Loading, please wait...
Details
LOT 0032
Mycenaean Painted Pottery Alabastron
13TH-11TH CENTURY B.C.
3 5/8 in. (190 grams, 93 mm wide).
Drum-shaped with a sloping shoulder, short neck, trumpet-style neck and mouth and a gently rounded base; three loop handles at regular intervals around the shoulder; reddish-brown painted geometric bands and cross-hatching against a cream slip.
Provenance
Ex private collection, Holland.
Acquired from Royal Athena Gallery, 2003.
This lot has been checked against the Interpol Database of stolen works of art and is accompanied by search certificate number no.11852-206835.
Literature
Cf. The British Museum, museum number 1886,0415.14, for similar type; cf. The Metropolitan Museum, New York, accession number 74.51.772, for a similar dated to the Late Bronze Age, 1600-1050 B.C.
CONDITIONVETTING:
TimeLine Auctions follows a vetting process to ensure the authenticity and legality of all items, reinforcing our commitment to integrity and responsible trading. Each antiquity, antique, and coin lot undergoes thorough examination by a vetting committee of at least ten external specialists, professional trade association members, scientists, and archaeologists: Our Vetting Process
AUCTIONS:
TimeLine is a leading auction house specialising in antiquities, ancient art, collectables, natural history, coins, medals, and books. Our auctions offer museums, collectors, historians, and enthusiasts the opportunity to acquire unique and historically significant pieces.
LOT 0032
Mycenaean Painted Pottery Alabastron
Estimate £1,500 - 2,000€1,740 - 2,320 (for guidance only)$2,030 - 2,700 (for guidance only)
RELATED LOTS
-
Cypriot Red Polished Ware Bowl Group
Early-Middle Bronze Age, circa 2700-1900 B.C.Sold for (Inc. bp): £260
Group of three hemispherical bowls with burnished surface, one with old collector's inked notation '1.5 / 28'. 708 grams total, 9.7-16.5 cm
From a collection acquired on the UK art market from various auction houses and collections mostly before 2000. From an important Cambridgeshire estate; thence by descent. -
Greek Epichyses with Reclining Female Holding a Patera
Apulian, 4th century B.C.Estimate: £1,800 - 2,400 (+bp*)
Opening Bid: £900
Enlivened with crimson, ochre and white slip; with rays on the neck, the shoulder showing a lady of fashion lying, adorned with earrings and bracelets, holding a patera in her right hand, and foliate sprigs in the field; palmette at the base of the handle, and grape vine on the cotton reel body. 229 grams, 16.5 cm
Ex Ancient Art Shop, Windsor, UK, in the 1990s. Heads and Tales exhibition, Piccadilly, London, 2002. From the collection of PA, Hertfordshire, UK.
Stretched-out figures of women or Eros appear frequently on the shoulders of epichyseis in the Menzies group. This epichyseis substituted the image of a woman to that of Eros, sitting nude in other identical vessels on a dotted white and white-stripe ground line with his legs outstretched before him. The woman holds in his right hand a patera, exactly as the Eros on the epichyses in the Getty Museum. The position of the woman, the treatment of the dress and the position of the legs, as well as the palmette decoration and adjuncts would suggest to associate the vase with the Menzies Group. -
Cypriot Red Polished Ware Vessel Group
Middle Bronze Age, circa 2000-1800 B.C.Sold for (Inc. bp): £1,105
Comprising a tall vase with trumpet-shaped mouth, a bulbous ewer with curved spout and loop handle, and a similar jar with flared mouth and incised chevrons to the shoulders; repaired. 1.1 kg total, 15-22.5 cm
From a collection acquired on the UK art market from various auction houses and collections mostly before 2000. From an important Cambridgeshire estate; thence by descent.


**Work item:**
Nothing in the records may be altered, and no picture may be included. Restate them in full.

**Stored data:**
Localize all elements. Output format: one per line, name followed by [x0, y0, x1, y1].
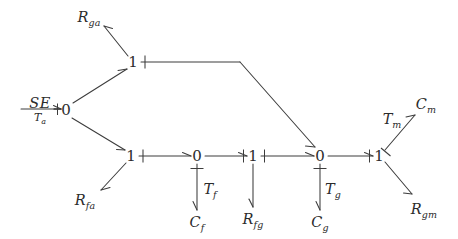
- bond-label-t-g: Tg: [325, 182, 341, 197]
- bond-junction1-mid-to-junction0-right: [261, 150, 314, 163]
- bond-junction0-mid-to-cf: [191, 164, 204, 210]
- element-c-m[interactable]: Cm: [416, 97, 436, 112]
- junction-1-mid[interactable]: 1: [248, 149, 258, 164]
- element-r-gm[interactable]: Rgm: [411, 202, 437, 217]
- bond-label-t-f: Tf: [203, 182, 216, 197]
- bond-graph-canvas: SE Ta 0 1 1 0 1 0 1 Rga Rfa Cf Rfg Cg Cm…: [0, 0, 458, 239]
- junction-1-lower[interactable]: 1: [126, 149, 136, 164]
- junction-0-mid[interactable]: 0: [192, 149, 202, 164]
- bond-junction1-top-to-junction0-right: [141, 56, 315, 148]
- bond-junction1-mid-to-rfg: [249, 164, 253, 207]
- element-r-fg[interactable]: Rfg: [243, 212, 264, 227]
- bond-junction0-mid-to-junction1-mid: [205, 150, 247, 163]
- element-r-ga[interactable]: Rga: [77, 10, 100, 25]
- junction-0-right[interactable]: 0: [315, 149, 325, 164]
- effort-source-label: SE Ta: [29, 96, 51, 123]
- effort-source-subject: Ta: [29, 112, 51, 123]
- bond-junction0-left-to-junction1-top: [73, 69, 127, 103]
- junction-0-left[interactable]: 0: [61, 103, 71, 118]
- bond-junction1-lower-to-junction0-mid: [139, 150, 191, 163]
- junction-1-top[interactable]: 1: [128, 55, 138, 70]
- bond-junction1-top-to-rga: [104, 26, 128, 56]
- effort-source-symbol: SE: [29, 96, 51, 111]
- junction-1-right[interactable]: 1: [374, 149, 384, 164]
- element-c-f[interactable]: Cf: [190, 215, 205, 230]
- bond-junction0-right-to-junction1-right: [328, 150, 373, 163]
- element-r-fa[interactable]: Rfa: [75, 193, 96, 208]
- bond-label-t-m: Tm: [383, 112, 402, 127]
- bond-junction1-right-to-rgm: [385, 162, 412, 194]
- element-c-g[interactable]: Cg: [311, 215, 328, 230]
- bond-junction1-lower-to-rfa: [101, 163, 126, 190]
- bond-junction0-left-to-junction1-lower: [72, 118, 125, 150]
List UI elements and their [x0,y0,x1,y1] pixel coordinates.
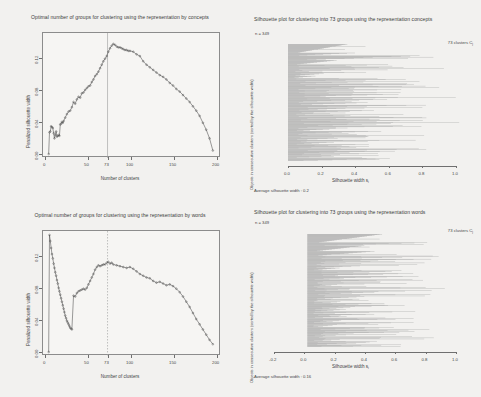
x-tickmark [365,352,366,354]
x-tickmark [274,352,275,354]
bottom-left-series [43,231,221,356]
top-right-footer: Average silhouette width : 0.2 [254,188,309,193]
x-tickmark [45,157,46,160]
x-tickmark [322,166,323,168]
panel-top-right: Silhouette plot for clustering into 73 g… [240,0,481,198]
panel-bottom-left: Optimal number of groups for clustering … [0,198,240,397]
x-axis-line [288,166,456,167]
x-tickmark [88,157,89,160]
bottom-right-y-axis-label: Objects in consecutive clusters (sorted … [249,273,254,384]
x-tick-label: 100 [126,360,133,365]
y-tickmark [39,256,42,257]
top-left-y-axis-label: Penalized silhouette width [26,95,31,148]
top-right-title: Silhouette plot for clustering into 73 g… [254,16,432,22]
bottom-left-title: Optimal number of groups for clustering … [0,212,240,218]
y-tick-label: 0.08 [34,88,39,96]
y-tickmark [39,58,42,59]
x-tickmark [131,157,132,160]
bottom-right-x-axis-label: Silhouette width si [332,364,369,370]
top-left-x-axis-label: Number of clusters [0,176,240,181]
x-label-text: Silhouette width s [332,178,368,183]
x-tick-label: 1.0 [452,171,458,176]
y-tick-label: 0.12 [34,254,39,262]
x-tickmark [422,166,423,168]
x-tickmark [217,355,218,358]
y-tickmark [39,320,42,321]
bottom-right-title: Silhouette plot for clustering into 73 g… [254,209,425,215]
x-tickmark [88,355,89,358]
x-label-subscript: i [368,366,369,370]
bottom-right-n-label: n = 349 [255,220,269,225]
x-tickmark [304,352,305,354]
x-tickmark [426,352,427,354]
x-tickmark [108,355,109,358]
x-tick-label: 0 [43,360,45,365]
x-tick-label: 0.2 [331,357,337,362]
x-tick-label: 200 [212,162,219,167]
x-tick-label: 200 [212,360,219,365]
y-tick-label: 0.04 [34,318,39,326]
x-tick-label: 0.0 [284,171,290,176]
x-tick-label: 73 [104,360,109,365]
x-label-subscript: i [368,180,369,184]
x-tickmark [174,355,175,358]
x-tick-label: 73 [104,162,109,167]
x-tick-label: 0.0 [300,357,306,362]
x-tick-label: 0.4 [361,357,367,362]
x-tickmark [288,166,289,168]
x-tickmark [131,355,132,358]
y-tick-label: 0.00 [34,350,39,358]
x-tickmark [395,352,396,354]
x-tick-label: 1.0 [452,357,458,362]
x-tick-label: 150 [169,360,176,365]
x-tickmark [389,166,390,168]
x-tick-label: 0.6 [391,357,397,362]
x-tick-label: 0.4 [351,171,357,176]
y-tick-label: 0.00 [34,152,39,160]
x-label-text: Silhouette width s [332,364,368,369]
bottom-left-y-axis-label: Penalized silhouette width [26,293,31,346]
y-tickmark [39,122,42,123]
x-tickmark [456,166,457,168]
panel-top-left: Optimal number of groups for clustering … [0,0,240,198]
x-tick-label: 0.8 [418,171,424,176]
x-tick-label: 100 [126,162,133,167]
x-tickmark [335,352,336,354]
bottom-left-x-axis-label: Number of clusters [0,374,240,379]
x-tick-label: 0 [43,162,45,167]
bottom-right-bars [274,234,474,347]
top-right-bars [288,44,473,161]
x-tick-label: 150 [169,162,176,167]
top-right-n-label: n = 349 [255,31,269,36]
top-right-x-axis-label: Silhouette width si [332,178,369,184]
y-tickmark [39,154,42,155]
x-tick-label: 0.2 [318,171,324,176]
top-left-series [43,33,221,158]
top-right-silhouette-bars [288,44,473,161]
x-tickmark [217,157,218,160]
clusters-count-text: 73 clusters [448,228,468,233]
x-tick-label: -0.2 [269,357,276,362]
x-tick-label: 50 [84,162,89,167]
top-left-title: Optimal number of groups for clustering … [0,14,240,20]
bottom-left-plot-frame [42,230,220,355]
y-tick-label: 0.12 [34,56,39,64]
y-tickmark [39,288,42,289]
x-tick-label: 0.8 [422,357,428,362]
x-tickmark [174,157,175,160]
x-tickmark [108,157,109,160]
y-tick-label: 0.04 [34,120,39,128]
x-tick-label: 50 [84,360,89,365]
x-tickmark [355,166,356,168]
bottom-right-footer: Average silhouette width : 0.16 [254,374,311,379]
x-tick-label: 0.6 [385,171,391,176]
y-tick-label: 0.08 [34,286,39,294]
top-right-y-axis-label: Objects in consecutive clusters (sorted … [249,80,254,191]
x-tickmark [45,355,46,358]
y-tickmark [39,352,42,353]
bottom-right-silhouette-bars [274,234,474,347]
figure-canvas: Optimal number of groups for clustering … [0,0,481,397]
top-left-plot-frame [42,32,220,157]
panel-bottom-right: Silhouette plot for clustering into 73 g… [240,198,481,397]
y-tickmark [39,90,42,91]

**Output:**
Localize all elements. Output format: one per line, name followed by [x0, y0, x1, y1].
- bond-label-t-g: Tg: [325, 182, 341, 197]
- bond-junction1-mid-to-junction0-right: [261, 150, 314, 163]
- bond-junction0-mid-to-cf: [191, 164, 204, 210]
- element-c-m[interactable]: Cm: [416, 97, 436, 112]
- junction-1-mid[interactable]: 1: [248, 149, 258, 164]
- element-r-gm[interactable]: Rgm: [411, 202, 437, 217]
- bond-label-t-f: Tf: [203, 182, 216, 197]
- bond-graph-canvas: SE Ta 0 1 1 0 1 0 1 Rga Rfa Cf Rfg Cg Cm…: [0, 0, 458, 239]
- junction-1-lower[interactable]: 1: [126, 149, 136, 164]
- junction-0-mid[interactable]: 0: [192, 149, 202, 164]
- bond-junction1-top-to-junction0-right: [141, 56, 315, 148]
- bond-junction1-mid-to-rfg: [249, 164, 253, 207]
- element-r-fg[interactable]: Rfg: [243, 212, 264, 227]
- bond-junction0-mid-to-junction1-mid: [205, 150, 247, 163]
- element-r-ga[interactable]: Rga: [77, 10, 100, 25]
- junction-0-right[interactable]: 0: [315, 149, 325, 164]
- effort-source-label: SE Ta: [29, 96, 51, 123]
- effort-source-subject: Ta: [29, 112, 51, 123]
- bond-junction0-left-to-junction1-top: [73, 69, 127, 103]
- junction-0-left[interactable]: 0: [61, 103, 71, 118]
- bond-junction1-lower-to-junction0-mid: [139, 150, 191, 163]
- junction-1-top[interactable]: 1: [128, 55, 138, 70]
- bond-junction1-top-to-rga: [104, 26, 128, 56]
- effort-source-symbol: SE: [29, 96, 51, 111]
- junction-1-right[interactable]: 1: [374, 149, 384, 164]
- element-c-f[interactable]: Cf: [190, 215, 205, 230]
- bond-junction0-right-to-junction1-right: [328, 150, 373, 163]
- element-r-fa[interactable]: Rfa: [75, 193, 96, 208]
- bond-label-t-m: Tm: [383, 112, 402, 127]
- bond-junction1-right-to-rgm: [385, 162, 412, 194]
- element-c-g[interactable]: Cg: [311, 215, 328, 230]
- bond-junction1-lower-to-rfa: [101, 163, 126, 190]
- bond-junction0-left-to-junction1-lower: [72, 118, 125, 150]
List UI elements and their [x0,y0,x1,y1] pixel coordinates.
x-tickmark [365,352,366,354]
x-tickmark [274,352,275,354]
bottom-left-series [43,231,221,356]
top-right-footer: Average silhouette width : 0.2 [254,188,309,193]
x-tickmark [45,157,46,160]
x-tickmark [322,166,323,168]
panel-top-right: Silhouette plot for clustering into 73 g… [240,0,481,198]
panel-bottom-left: Optimal number of groups for clustering … [0,198,240,397]
x-axis-line [288,166,456,167]
x-tickmark [88,157,89,160]
bottom-right-y-axis-label: Objects in consecutive clusters (sorted … [249,273,254,384]
x-tick-label: 100 [126,360,133,365]
y-tickmark [39,256,42,257]
top-left-y-axis-label: Penalized silhouette width [26,95,31,148]
top-right-title: Silhouette plot for clustering into 73 g… [254,16,432,22]
bottom-left-title: Optimal number of groups for clustering … [0,212,240,218]
y-tick-label: 0.08 [34,88,39,96]
y-tickmark [39,58,42,59]
x-tickmark [131,157,132,160]
bottom-right-x-axis-label: Silhouette width si [332,364,369,370]
top-left-x-axis-label: Number of clusters [0,176,240,181]
x-label-text: Silhouette width s [332,178,368,183]
x-tick-label: 1.0 [452,171,458,176]
y-tick-label: 0.12 [34,254,39,262]
x-tickmark [422,166,423,168]
x-tickmark [217,355,218,358]
y-tickmark [39,320,42,321]
bottom-right-title: Silhouette plot for clustering into 73 g… [254,209,425,215]
x-tickmark [88,355,89,358]
x-label-subscript: i [368,366,369,370]
bottom-right-n-label: n = 349 [255,220,269,225]
x-tickmark [304,352,305,354]
x-tickmark [426,352,427,354]
x-tickmark [108,355,109,358]
x-tick-label: 0 [43,360,45,365]
x-tick-label: 0.2 [331,357,337,362]
x-tick-label: 200 [212,162,219,167]
x-tick-label: 200 [212,360,219,365]
y-tick-label: 0.04 [34,318,39,326]
x-tick-label: 0.0 [284,171,290,176]
x-tick-label: 73 [104,360,109,365]
x-label-subscript: i [368,180,369,184]
x-tickmark [174,355,175,358]
x-tick-label: 73 [104,162,109,167]
x-tick-label: 0.0 [300,357,306,362]
x-tick-label: 0.4 [361,357,367,362]
x-tickmark [288,166,289,168]
x-tickmark [131,355,132,358]
y-tick-label: 0.00 [34,350,39,358]
x-tickmark [395,352,396,354]
x-tick-label: 1.0 [452,357,458,362]
x-tick-label: 150 [169,360,176,365]
x-tickmark [389,166,390,168]
x-tick-label: 0.6 [391,357,397,362]
x-tick-label: 0.4 [351,171,357,176]
y-tick-label: 0.00 [34,152,39,160]
x-label-text: Silhouette width s [332,364,368,369]
bottom-left-y-axis-label: Penalized silhouette width [26,293,31,346]
y-tickmark [39,122,42,123]
x-tickmark [456,166,457,168]
panel-top-left: Optimal number of groups for clustering … [0,0,240,198]
x-tick-label: 0.8 [418,171,424,176]
x-tick-label: 100 [126,162,133,167]
x-tickmark [335,352,336,354]
bottom-left-x-axis-label: Number of clusters [0,374,240,379]
x-tick-label: 0 [43,162,45,167]
bottom-right-bars [274,234,474,347]
top-right-bars [288,44,473,161]
x-tick-label: 150 [169,162,176,167]
top-right-n-label: n = 349 [255,31,269,36]
top-right-x-axis-label: Silhouette width si [332,178,369,184]
y-tickmark [39,154,42,155]
x-tick-label: 0.2 [318,171,324,176]
top-left-series [43,33,221,158]
top-right-silhouette-bars [288,44,473,161]
x-tickmark [217,157,218,160]
clusters-count-text: 73 clusters [448,228,468,233]
x-tick-label: -0.2 [269,357,276,362]
x-tick-label: 50 [84,162,89,167]
top-left-title: Optimal number of groups for clustering … [0,14,240,20]
bottom-left-plot-frame [42,230,220,355]
y-tick-label: 0.12 [34,56,39,64]
y-tickmark [39,288,42,289]
x-tick-label: 0.8 [422,357,428,362]
x-tickmark [174,157,175,160]
x-tickmark [108,157,109,160]
y-tick-label: 0.04 [34,120,39,128]
x-tick-label: 50 [84,360,89,365]
x-tickmark [355,166,356,168]
bottom-right-footer: Average silhouette width : 0.16 [254,374,311,379]
x-tick-label: 0.6 [385,171,391,176]
y-tick-label: 0.08 [34,286,39,294]
top-right-y-axis-label: Objects in consecutive clusters (sorted … [249,80,254,191]
x-tickmark [45,355,46,358]
y-tickmark [39,352,42,353]
bottom-right-silhouette-bars [274,234,474,347]
figure-canvas: Optimal number of groups for clustering … [0,0,481,397]
top-left-plot-frame [42,32,220,157]
panel-bottom-right: Silhouette plot for clustering into 73 g… [240,198,481,397]
y-tickmark [39,90,42,91]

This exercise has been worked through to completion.